Would You Turn Your Home Into a Museum?

Let’s put something wild on the table: What if your apartment, your flat, your studio—became a museum?

What would you preserve, protect, or put on display if your home became a cultural time capsule?
Henry Clay Frick turned his mansion into a museum. Could you do the same? Photograph: Pauline Loroy

We’re asking this because someone once did. Henry Clay Frick turned his Manhattan mansion into one of the world’s most intimate and influential museums. He filled it with Rembrandts and Vermeers. He wanted his walls to hold legacy.

Today, after a major renovation, the Frick Collection reopens in New York. It’s not just a showcase of old oil and old money. It’s a space that asks: what happens when personal space becomes public culture?

So we’re flipping the question to you:

Would you do it? Would you let the world in?

What would your living room say if strangers stood inside it, quietly studying your bookshelves and your paint choices? What would you leave behind? What would you hide?

Some people already do this without realizing it. The artist who leaves a brush out. The designer whose entire apartment feels like a gallery. The couple who host every party like it’s an opening night.

Maybe you're one of them.

But even deeper—this is a question about value.
What makes a space worth preserving?
What makes it art-worthy?
Who decides when something personal becomes historical?

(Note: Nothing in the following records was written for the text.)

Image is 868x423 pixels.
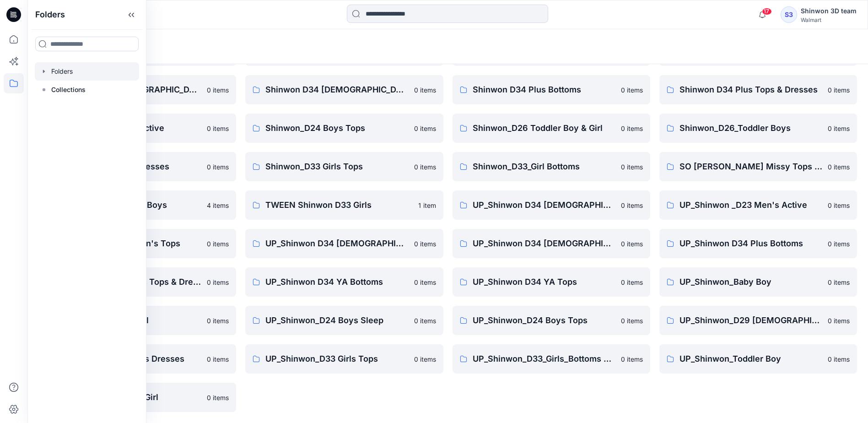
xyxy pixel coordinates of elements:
a: Shinwon D34 Plus Tops & Dresses0 items [660,75,857,105]
p: UP_Shinwon D34 Plus Bottoms [679,237,822,250]
p: UP_Shinwon D34 [DEMOGRAPHIC_DATA] Dresses [473,237,615,250]
p: 0 items [827,162,850,172]
p: 0 items [414,354,436,364]
p: 0 items [207,393,228,402]
p: 0 items [414,316,436,326]
p: 0 items [827,124,850,133]
a: UP_Shinwon_Baby Boy0 items [660,268,857,297]
p: UP_Shinwon D34 YA Bottoms [265,276,408,288]
a: UP_Shinwon_D29 [DEMOGRAPHIC_DATA] Sleep0 items [660,306,857,335]
p: UP_Shinwon D34 YA Tops [473,276,615,288]
p: 0 items [207,278,228,287]
p: 0 items [414,85,436,95]
p: UP_Shinwon _D23 Men's Active [679,199,822,211]
a: UP_Shinwon_D24 Boys Sleep0 items [245,306,443,335]
a: Shinwon_D33_Girl Bottoms0 items [453,152,650,181]
a: UP_Shinwon_D33 Girls Tops0 items [245,344,443,373]
p: 0 items [620,85,643,95]
p: 0 items [207,239,228,248]
p: SO [PERSON_NAME] Missy Tops Bottom Dress [679,160,822,173]
div: S3 [781,7,797,23]
p: 0 items [620,316,643,326]
p: UP_Shinwon D34 [DEMOGRAPHIC_DATA] Bottoms [265,237,408,250]
p: Collections [51,84,86,96]
p: Shinwon_D24 Boys Tops [265,121,408,135]
p: UP_Shinwon D34 [DEMOGRAPHIC_DATA] Knit Tops [473,199,615,211]
p: 0 items [827,239,850,248]
p: 0 items [827,85,850,95]
p: 0 items [620,278,643,287]
p: 0 items [414,278,436,287]
a: UP_Shinwon D34 Plus Bottoms0 items [660,229,857,258]
p: Shinwon_D26 Toddler Boy & Girl [473,121,615,135]
a: TWEEN Shinwon D33 Girls1 item [245,190,443,219]
div: Walmart [801,17,856,23]
p: 0 items [827,354,850,364]
a: UP_Shinwon_D33_Girls_Bottoms & Active0 items [453,344,650,373]
p: 0 items [207,316,228,326]
p: 0 items [414,162,436,172]
p: UP_Shinwon_Toddler Boy [679,352,822,365]
p: 0 items [620,162,643,172]
p: UP_Shinwon_D24 Boys Tops [473,314,615,327]
a: Shinwon_D24 Boys Tops0 items [245,114,443,143]
p: 0 items [414,239,436,248]
a: SO [PERSON_NAME] Missy Tops Bottom Dress0 items [660,152,857,181]
a: UP_Shinwon D34 [DEMOGRAPHIC_DATA] Knit Tops0 items [453,190,650,219]
p: 0 items [207,85,228,95]
a: UP_Shinwon_D24 Boys Tops0 items [453,306,650,335]
a: UP_Shinwon _D23 Men's Active0 items [660,190,857,219]
p: Shinwon_D33 Girls Tops [265,160,408,173]
a: Shinwon_D26 Toddler Boy & Girl0 items [453,114,650,143]
p: 4 items [207,200,228,210]
p: 0 items [827,316,850,326]
p: UP_Shinwon_Baby Boy [679,276,822,288]
p: 0 items [827,200,850,210]
p: 0 items [207,124,228,133]
a: Shinwon D34 Plus Bottoms0 items [453,75,650,105]
p: 0 items [620,354,643,364]
p: 0 items [414,124,436,133]
p: Shinwon_D26_Toddler Boys [679,121,822,135]
p: UP_Shinwon_D33_Girls_Bottoms & Active [473,352,615,365]
a: UP_Shinwon_Toddler Boy0 items [660,344,857,373]
p: 0 items [827,278,850,287]
p: TWEEN Shinwon D33 Girls [265,199,412,211]
a: UP_Shinwon D34 YA Tops0 items [453,268,650,297]
a: UP_Shinwon D34 [DEMOGRAPHIC_DATA] Bottoms0 items [245,229,443,258]
p: UP_Shinwon_D33 Girls Tops [265,352,408,365]
p: UP_Shinwon_D29 [DEMOGRAPHIC_DATA] Sleep [679,314,822,327]
a: UP_Shinwon D34 [DEMOGRAPHIC_DATA] Dresses0 items [453,229,650,258]
p: Shinwon D34 Plus Tops & Dresses [679,83,822,96]
p: 0 items [620,239,643,248]
p: 1 item [418,200,436,210]
a: Shinwon D34 [DEMOGRAPHIC_DATA] Dresses0 items [245,75,443,105]
p: 0 items [620,200,643,210]
a: Shinwon_D26_Toddler Boys0 items [660,114,857,143]
a: UP_Shinwon D34 YA Bottoms0 items [245,268,443,297]
a: Shinwon_D33 Girls Tops0 items [245,152,443,181]
p: UP_Shinwon_D24 Boys Sleep [265,314,408,327]
p: Shinwon_D33_Girl Bottoms [473,160,615,173]
p: 0 items [207,354,228,364]
p: Shinwon D34 Plus Bottoms [473,83,615,96]
p: 0 items [620,124,643,133]
p: 0 items [207,162,228,172]
div: Shinwon 3D team [801,6,856,17]
span: 17 [762,7,772,15]
p: Shinwon D34 [DEMOGRAPHIC_DATA] Dresses [265,83,408,96]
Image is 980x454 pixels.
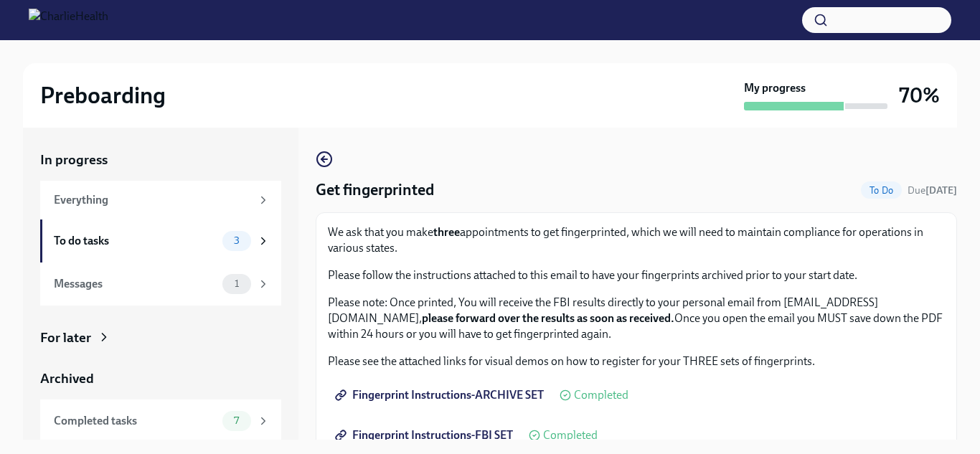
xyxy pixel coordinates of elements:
span: Fingerprint Instructions-ARCHIVE SET [338,388,544,402]
strong: [DATE] [925,184,957,197]
a: Fingerprint Instructions-FBI SET [328,421,523,449]
a: Everything [40,181,281,219]
img: CharlieHealth [28,9,108,32]
div: Everything [54,192,251,208]
p: Please note: Once printed, You will receive the FBI results directly to your personal email from ... [328,295,945,342]
div: Messages [54,276,217,291]
a: For later [40,328,281,347]
span: 7 [225,415,247,426]
h3: 70% [899,82,940,108]
a: Messages1 [40,262,281,306]
span: August 15th, 2025 08:00 [907,183,957,197]
a: To do tasks3 [40,219,281,262]
a: Fingerprint Instructions-ARCHIVE SET [328,381,554,409]
div: To do tasks [54,233,217,249]
p: Please see the attached links for visual demos on how to register for your THREE sets of fingerpr... [328,354,945,369]
h4: Get fingerprinted [315,179,434,201]
span: Due [907,184,957,197]
strong: three [433,225,460,238]
strong: My progress [744,81,805,96]
div: Completed tasks [54,413,217,429]
span: To Do [861,185,902,196]
h2: Preboarding [40,81,166,110]
span: Completed [543,430,597,441]
span: 1 [226,278,247,289]
strong: please forward over the results as soon as received. [422,311,674,325]
p: Please follow the instructions attached to this email to have your fingerprints archived prior to... [328,268,945,283]
span: Completed [574,389,628,400]
a: Archived [40,369,281,388]
span: 3 [225,235,248,246]
a: Completed tasks7 [40,400,281,442]
p: We ask that you make appointments to get fingerprinted, which we will need to maintain compliance... [328,224,945,256]
span: Fingerprint Instructions-FBI SET [338,428,513,442]
a: In progress [40,151,281,169]
div: For later [40,328,91,347]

We’re not just talking collectors here. This could be about your grandmother’s kitchen, your first apartment, your dad’s garage filled with decades of tools and tape decks and smell.

What if museums weren’t places we visit—but places we build?

So we want to know:

  • What’s the one thing in your home you'd put on a plinth?
  • Is there a room you think should be kept exactly as it is, long after you're gone?
  • Would you want your home remembered… or left to disappear?

🖼️ Write to us: news@artwalkway.com
We’ll feature the best replies in next week’s column. Thoughtful. Funny. Personal. Emotional. All of it’s welcome.

Let’s keep asking these questions together.
Because museums aren’t just about the past.
Sometimes they’re about what we decide to protect—now.